Institutional Buyers Absorb 577% of Bitcoin Daily Supply, Capriole Says

Institutional buyers are absorbing roughly 577% of Bitcoin's daily mined supply, according to Capriole Investments founder Charles Edwards. Bitcoin has gained 12% since his previous update on institutional flows. Edwards said that historically, when demand exceeds daily supply by that margin, Bitcoin saw double-digit returns within a couple of weeks — a comparable move could put the asset near $96,000.

Why the numbers matter

The 577% figure means institutions are buying nearly six times the amount of Bitcoin being mined each day. Edwards pointed out that past instances of such extreme institutional demand preceded sharp price rallies. Bitcoin traded at $81,429 at press time on May 12, leaving room for roughly an 18% gain to hit the $96,000 target if history repeats. The metric comes from Capriole's proprietary data, which tracks flows from ETF filings, custody data, and OTC desk activity.

Model signals turn bullish

Capriole's internal models have flipped in favor of long positions. Trend King, the firm's longest-running live trading strategy, went long around $71,000. It's primarily technical but incorporates selected on-chain inputs. The Macro Index, a fundamentals-only model tracking over 200 on-chain and macro data points, shifted into 'recovery' mode. Edwards described that as a broader regime shift. Both models are now risk-on, backing the current breakout.

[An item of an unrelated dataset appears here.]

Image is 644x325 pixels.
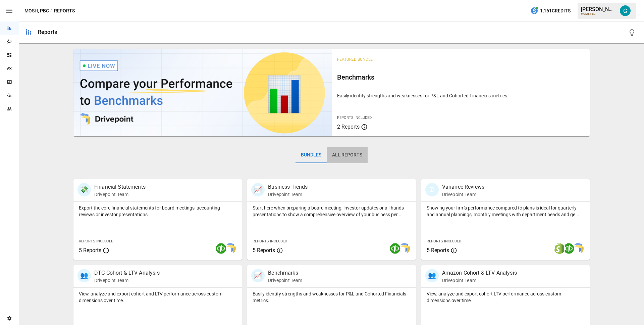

Derivatives and on-chain picture

The Bitcoin Perps Heat indicator flashed an 'extremely bullish long term signal' after excessive shorting. Edwards noted that market positioning had reset before the breakout. Complete capitulation on derivatives markets occurred in March and April, flushing out leverage. Meanwhile, the Spent Output Profit Ratio (SOPR) spent significant time below 1 — historically a 'great Bitcoin opportunity' zone — and has now closed back above 1, signaling a return of positive momentum.

Equity markets and macro backdrop

Edwards also flagged Bitcoin's outperformance since the Iran war started, showing consistent strength across technical and fundamental data. Capriole's 'quiet strong market' strategy remains risk-on, with collapsing credit spreads and a favorable VIX regime. The S&P 500 printed a fresh all-time high, with Edwards identifying 7,000 as a key weekly level. But he cautioned about weakness in the advance-decline line, high oil prices tied to the Iran war, and the gold-to-stock ratio as longer-term equity risks — though not a confirmed bearish turn.

For now, Capriole's models are long, and the data points to a market that has already absorbed a lot of selling. The next move — if it mirrors history — could push Bitcoin toward $96,000. Analysts will be watching whether institutional demand holds at these levels.